What Is It?: The Curse of Frankenstein fully established the Hammer conventions: excessive blood, sleazy sex, and source material with roots in Universal horror. Screenwriter Jimmy Sangster jettisons much of what made James Whale’s movie great. Frankenstein was a poetic, deeply humane portrait of a monstrous innocent driven to horrendous acts after being abandoned by his equally sympathetic creator. The Curse of Frankenstein is a portrait of cruelty. Focus shifts away from the Monster and onto the doctor, who is more villainous than any horror character since Mamoulian’s Hyde, and like Hyde, he is not without his charms because he is played with electrifying gusto. Peter Cushing is great in the title role, magnetic even as he murders a kindly house guest, launches into megalomaniacal rants, or torments the maid with whom he’s having an affair.

Why Today?: This is the date in Mary Shelley’s book that Robert Walton finds Frankenstein’s sledge.

Thursday, August 4, 2016

366 Days at the Drive-In: Day 309


The Date: August 4

The Movie: El Topo (1970)

What Is It?: The very first midnight movie is a surreal cowboy movie about a soulless gun slinger who evolves into a holy man played by filmmaker Alejandro Jodorowsky.
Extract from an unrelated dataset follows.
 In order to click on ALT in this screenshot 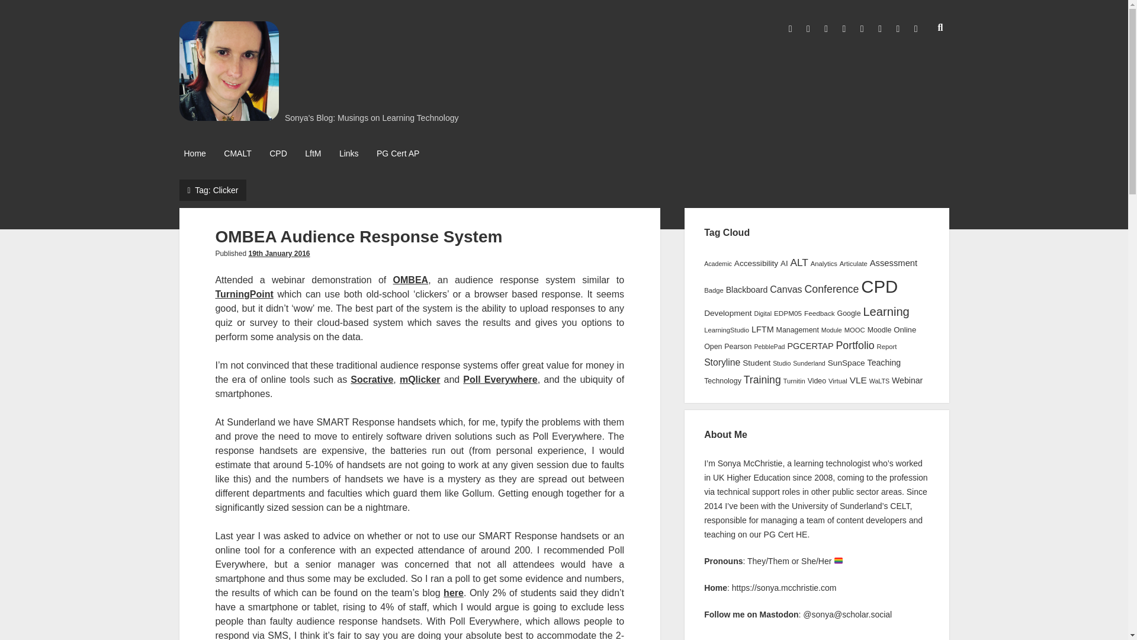, I will do `click(798, 262)`.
Everything that would distinguish midnight movies, and many cult movies to follow, is present in El Topo—the violence, the sex, the bizarre imagery, the dreamlike pace, the mannered acting, and the shattering of genre. Although El Topo has all of the trappings of the classic western, it’s more of an avant garde film with a surplus of Buddhist and Sufi symbolism. El Topo is also tremendously pretentious, but charmingly so, and the fact that it started perhaps the most important cinematic movement of the 1970s helps it to transcend those pretensions.

Why Today?: It’s 8/4. 8 + 4 = 12, as in 12:00 midnight. Pretty clever rationale, eh?

Wednesday, August 3, 2016

366 Days at the Drive-In: Day 308


The Date: August 3
The Movie: Cane Toads: An Unnatural History (1988)
What Is It?: Mark Lewis’s outrageous short documentary tells the wild tale of how a variety of bulbous toads were set loose in Australia to control pest beetles in sugar cane fields and ended up turning the ecosystem upside down. The various ways the locals react to the amphibious menaces is the hilarious heart of the film, though some get too cruel by several hops.
Why Today?: On this day in 1935, cane toads are first set loose in Australia.
All written content of Psychobabble200.blogspot.com is the property of Mike Segretto and may not be reprinted or reposted without permission.